-- Excerpted records --
[Start of Attachment]

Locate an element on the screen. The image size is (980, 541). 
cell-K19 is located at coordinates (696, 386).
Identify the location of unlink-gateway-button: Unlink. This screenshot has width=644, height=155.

[End of Attachment]
[Start of Attachment]

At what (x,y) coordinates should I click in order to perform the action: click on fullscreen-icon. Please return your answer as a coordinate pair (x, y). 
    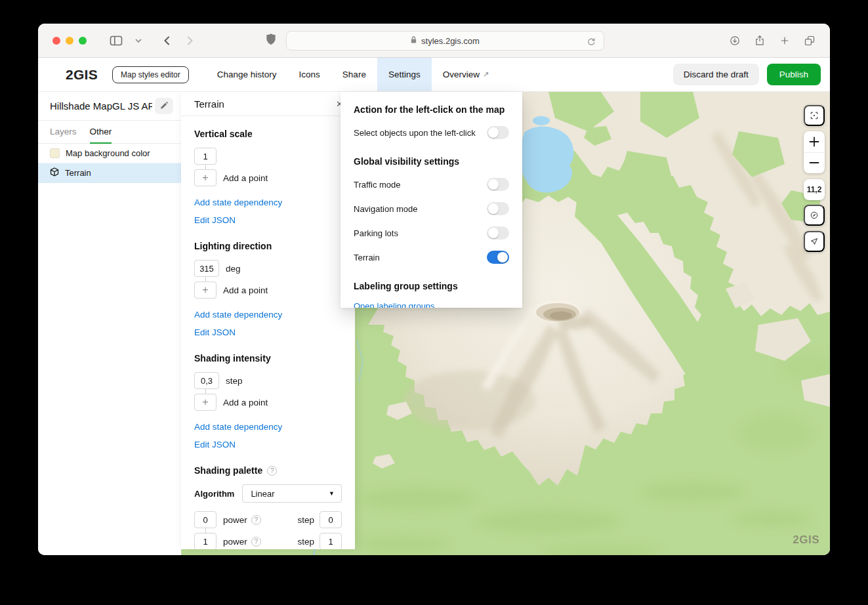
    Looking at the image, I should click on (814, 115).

[End of Attachment]

-- What needs to be done --
Set down precisely the lines above between the line holding "Locate an element" and the line holding "Identify the location", inclusive, and nothing beyond them.

-- Finished exercise --
Locate an element on the screen. The image size is (980, 541). 
cell-K19 is located at coordinates (696, 386).
Identify the location of unlink-gateway-button: Unlink. This screenshot has width=644, height=155.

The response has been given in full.